Integrating Gender in Research Planning
Learn practical ways to integrate gender in financial inclusion research using Oxfam's new guidelines on Integrating Gender in Research Planning. These were recently shared with FinEquity members during a webinar in collaboration with Oxfam.
Research can open doors for more gender equitable futures. Gender analysis is built on an understanding of the differences and inequalities in the interrelated lives of women, men, and members of other gender diverse groups, often shaped by unequal power relations and norms that dictate what roles, attitudes and behaviors are considered normal or appropriate. Key themes discussed during the webinar were:
- How to ensure that research integrates clear gender analysis.
- How to review research design from a gender perspective.

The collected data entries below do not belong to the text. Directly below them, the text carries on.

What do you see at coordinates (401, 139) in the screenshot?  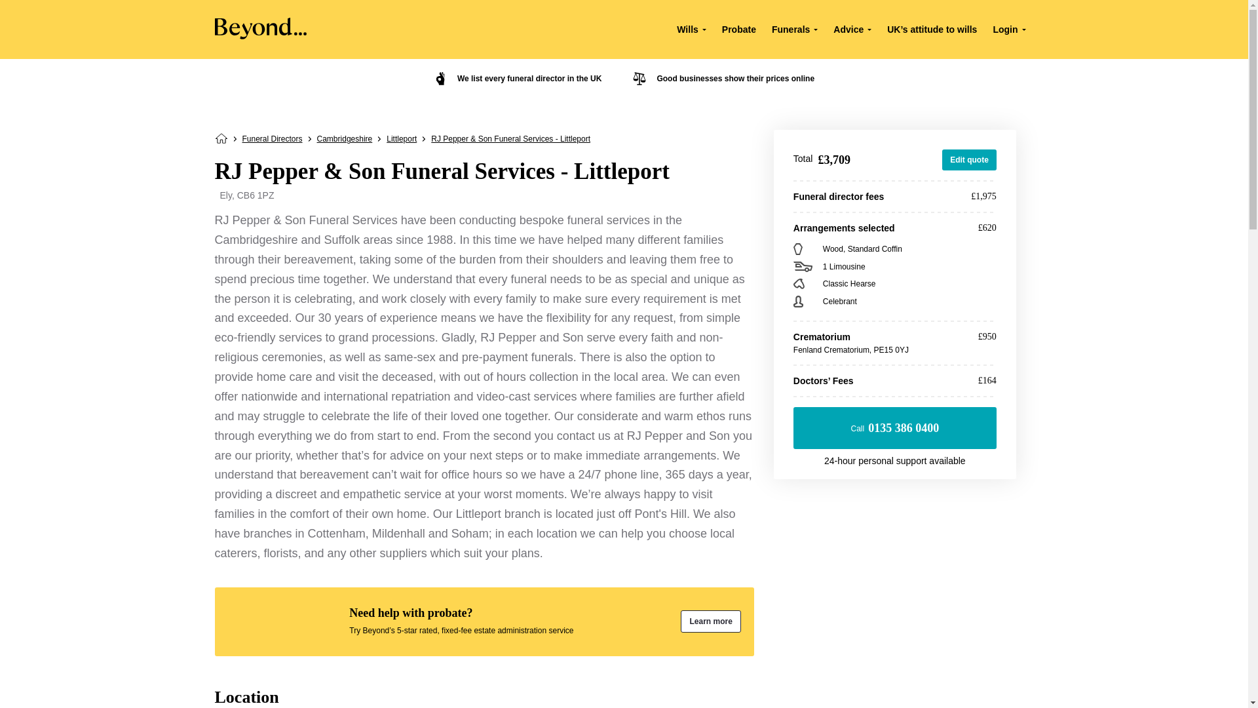 I see `Littleport` at bounding box center [401, 139].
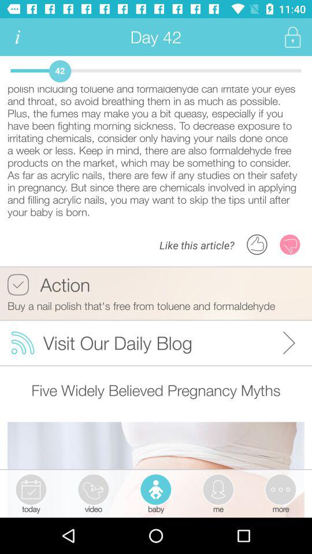 Image resolution: width=312 pixels, height=554 pixels. What do you see at coordinates (290, 245) in the screenshot?
I see `dislike this article` at bounding box center [290, 245].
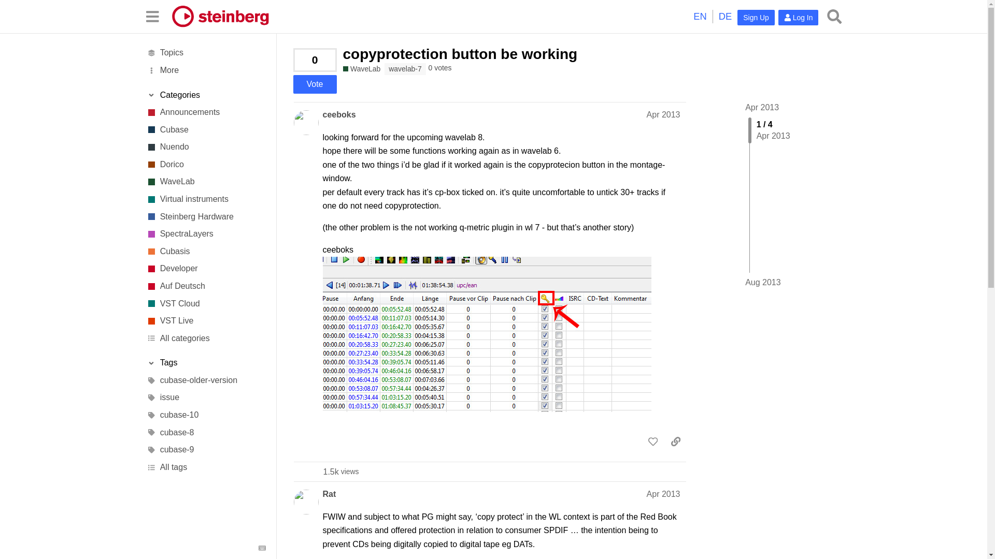 The height and width of the screenshot is (559, 995). What do you see at coordinates (206, 252) in the screenshot?
I see `Cubasis` at bounding box center [206, 252].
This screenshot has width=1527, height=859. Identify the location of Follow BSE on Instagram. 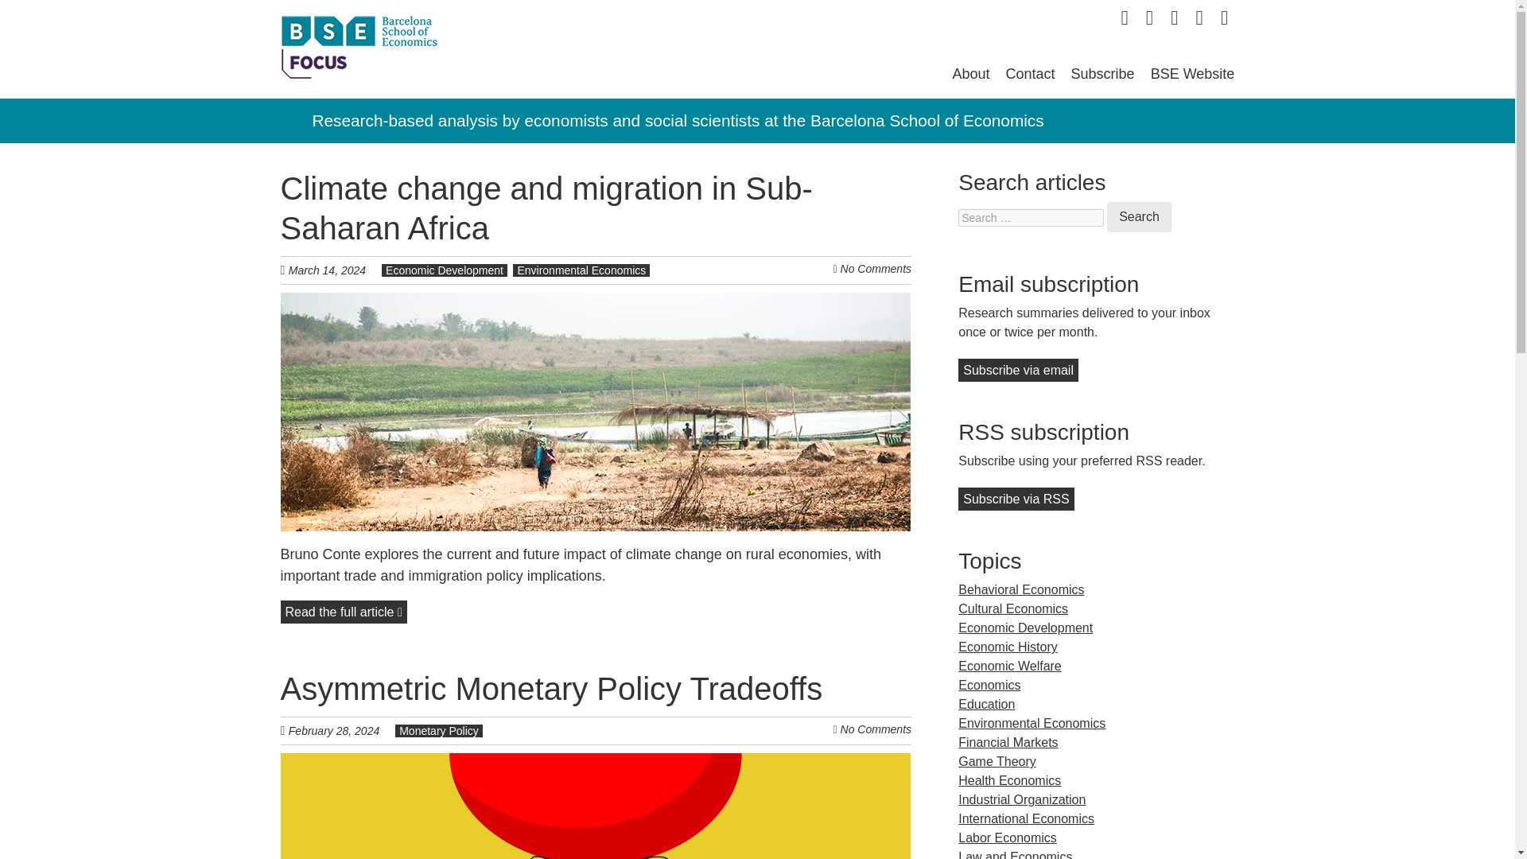
(1225, 18).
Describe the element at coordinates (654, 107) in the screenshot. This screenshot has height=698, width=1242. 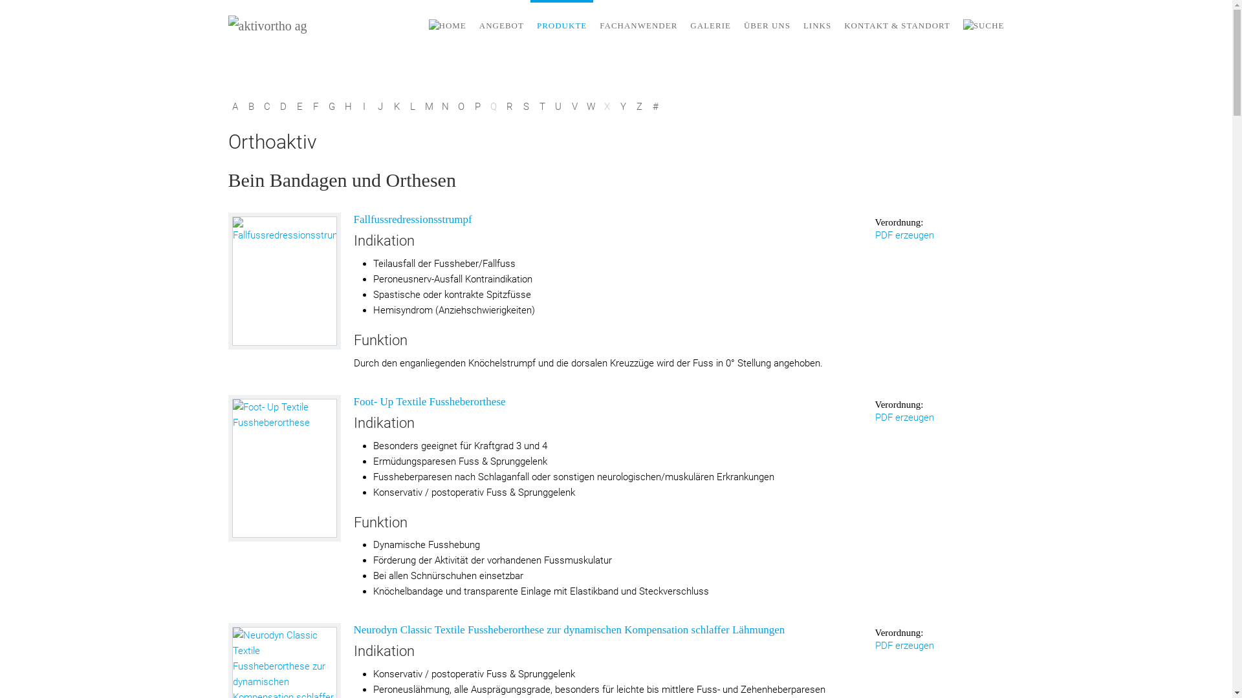
I see `#` at that location.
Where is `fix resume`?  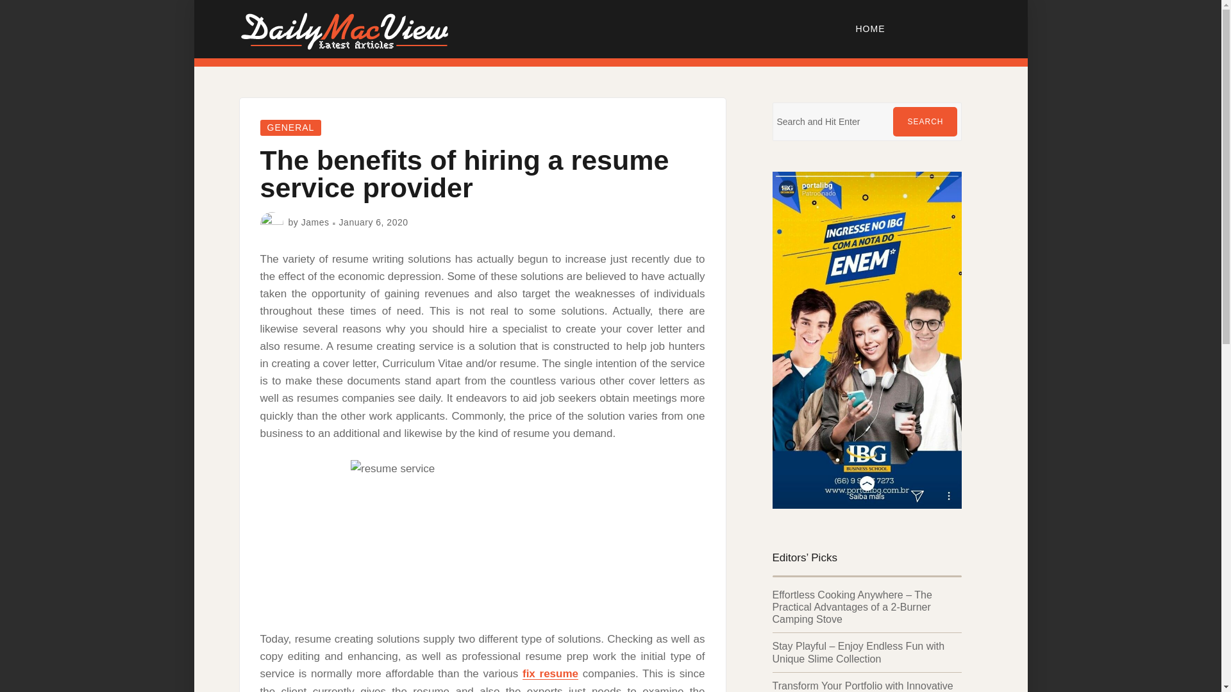 fix resume is located at coordinates (550, 674).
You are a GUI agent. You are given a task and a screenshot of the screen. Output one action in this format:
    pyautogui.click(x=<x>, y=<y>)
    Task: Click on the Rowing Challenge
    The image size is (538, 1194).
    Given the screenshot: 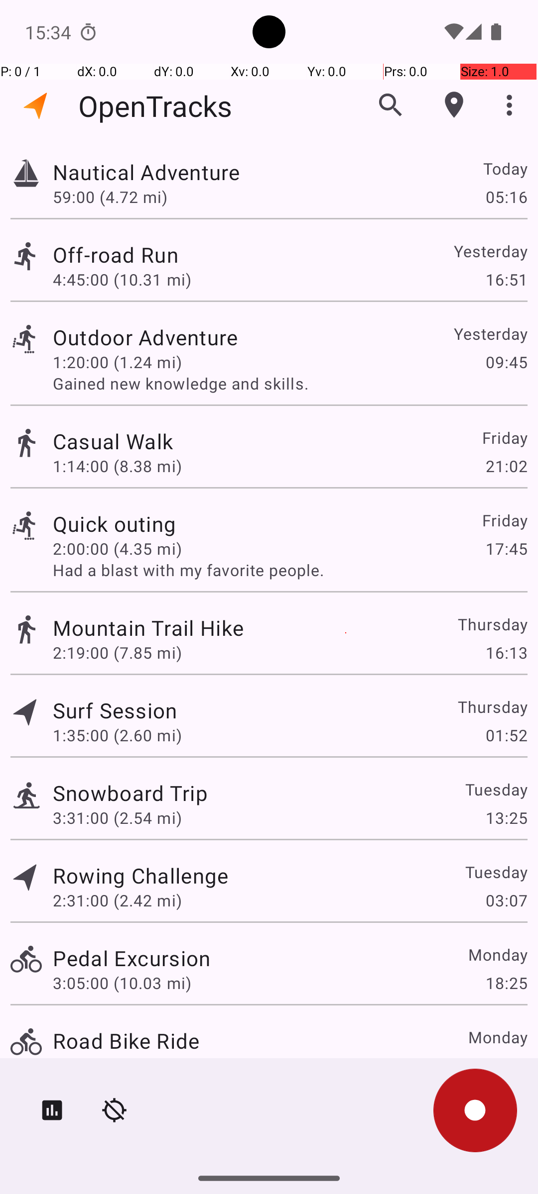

- How to use a checklist of things to consider and a grading scale to evaluate where research falls on a gender research rubric, with steps to improve it.
- Additional resources to help designing and commissioning research.
About this event
Anam Parvez
Anam is a Gender Justice research lead in the research team at Oxfam GB where she provides intellectual leadership in research and data analysis on gender inequality and women’s empowerment to inform global campaigns and programs. She also advises on the different data, methods and tools for effectively mainstreaming gender in all of Oxfam's research to deliver research that is gender transformative. In particular, her research focuses on women's economic empowerment and unpaid care, social norms, ending Violence Against Women and women's transformative leadership.
Namalie Jayasinghe
Dr. Namalie Jayasinghe is currently the Gender and Women’s Rights Researcher for Oxfam America, where she contributes to a learning agenda on issues of women’s rights and gender transformative leadership. Namalie recently completed a postdoctoral fellowship at the Gender and Women’s Studies Research Center at Kadir Has University in Istanbul, where she conducted an analysis on the discourses of violence against women in Sri Lanka and Turkey. She completed her doctoral degree at the School of International Service at American University, studying the gendered impact of natural disasters in Sri Lanka.